Sort of. I'd guesstimate the ratio as something user-friendly like 2/3 or 3/4 rather than 11/16 or 17/23 or whatever, and usually use averages rather than totals (so a party of characters averaging 4th level fighting a group of 3 HD monsters gets 3/4 XP -- this was the system suggested in OD&D, which the AD&D formula is a more exact/complicated version of). This would be done on an encounter by encounter (rather than session by session or adventure by adventure) basis. And note that this adjustment applies to both monster XP and treasure XP for the encounter (so if the aforementioned 4th level party gains 3,000 g.p. by defeating those 3 HD monsters they'll get 2250 XP from the treasure in addition to 3/4 the XP value of the monsters).
 

Yet another point proving that my oAD&D group played Basic disguised as AD&D. (^_^) I don't find the rule hard to understand, but we found it a needless complication.

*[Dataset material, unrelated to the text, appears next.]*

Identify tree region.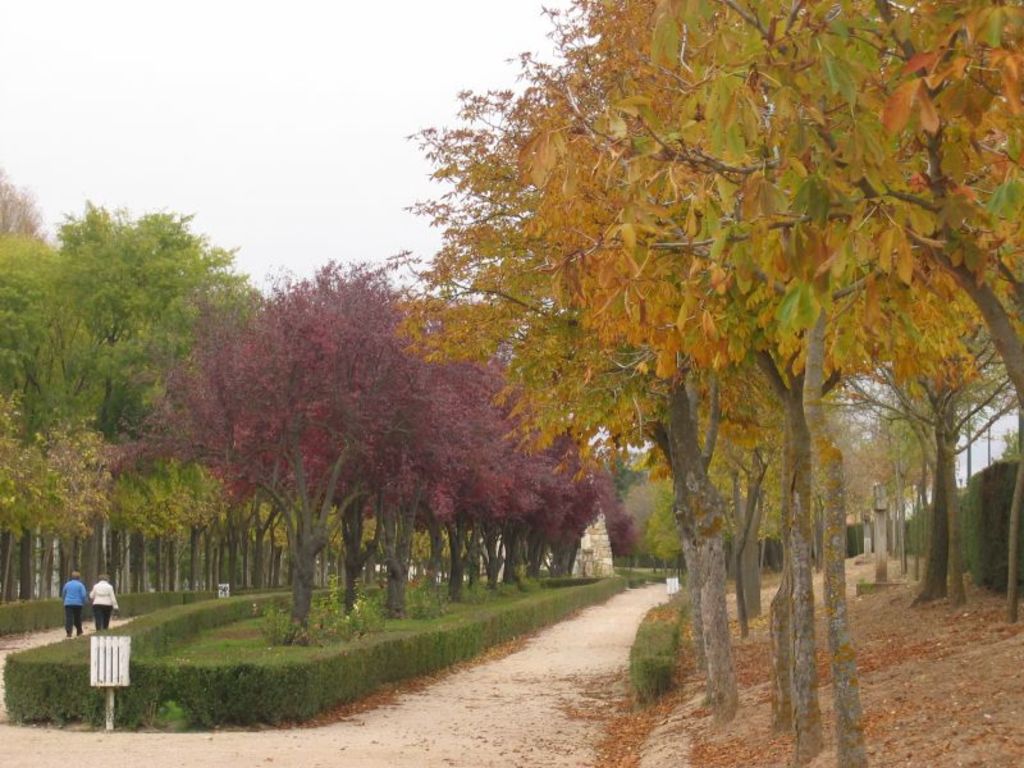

I suspect many rules in oAD&D--especially in the DMG--were developed to combat a specific trend, which consensus disliked, in the Greyhawk or another Lake Geneva campaign. If you're campaign seldom runs into that trend, the rule isn't worth bothering about.

Another example would be the "only enough XP to gain one level" thing. The few times this actually came up, the DM usually waived it. Had we had a lot of "characters with two classes" abuse, I suspect the waivers would begin to disappear.